Airborne Coronavirus: What we need to know now, what we knew earlier
- In an open letter to the WHO, 239 scientists have outlined the evidence showing that smaller particles can infect people.
- This risk is highest in crowded indoor spaces with poor ventilation, and may help explain super-spreading events reported in meatpacking plants, churches and restaurants.
- It’s unclear how often the virus is spread via these tiny droplets, or aerosols, compared with larger droplets that are expelled when a sick person coughs or sneezes, or transmitted through contact with contaminated surfaces, said Linsey Marr, an aerosol expert at Virginia Tech.
- Aerosols are released even when a person without symptoms exhales, talks or sings, according to Dr. Marr and more than 200 other experts, who have outlined the evidence in an open letter to the World Health Organization.

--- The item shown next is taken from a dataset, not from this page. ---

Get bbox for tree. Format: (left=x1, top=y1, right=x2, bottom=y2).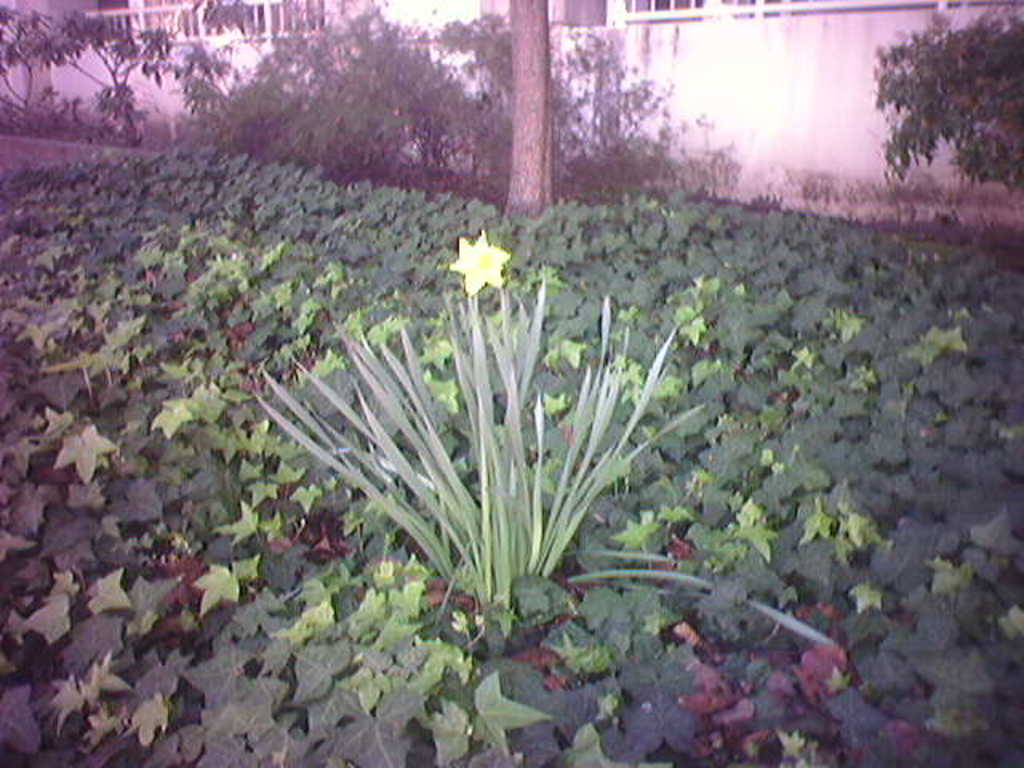
(left=496, top=0, right=546, bottom=216).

- Aerosols are droplets, droplets are aerosols — they do not differ except in size.
- Scientists sometimes refer to droplets fewer than five microns in diameter as aerosols.
- “Until an effective vaccine against COVID-19 is available, we have to continue to do the hard, albeit tedious, work of keeping ourselves safe and healthy—by wearing facial coverings, keeping our social distance, practicing good hand hygiene, and staying home when we’re sick,” says Jaimie Meyer, MD, MS, a Yale Medicine infectious disease specialist.
Previous Study
A letter to the editor published in The New England Journal of Medicine in mid-March showed the virus that causes COVID-19 may be stable for several hours in aerosols (in this case, droplets from an infected person dispersed in air or gas) and for several hours to days on surfaces.
Scientists who participated in the analysis found SARS-CoV-2 was detectable in aerosols for up to three hours, copper up to four hours, cardboard up to 24 hours, and plastic and stainless steel up to two to three days.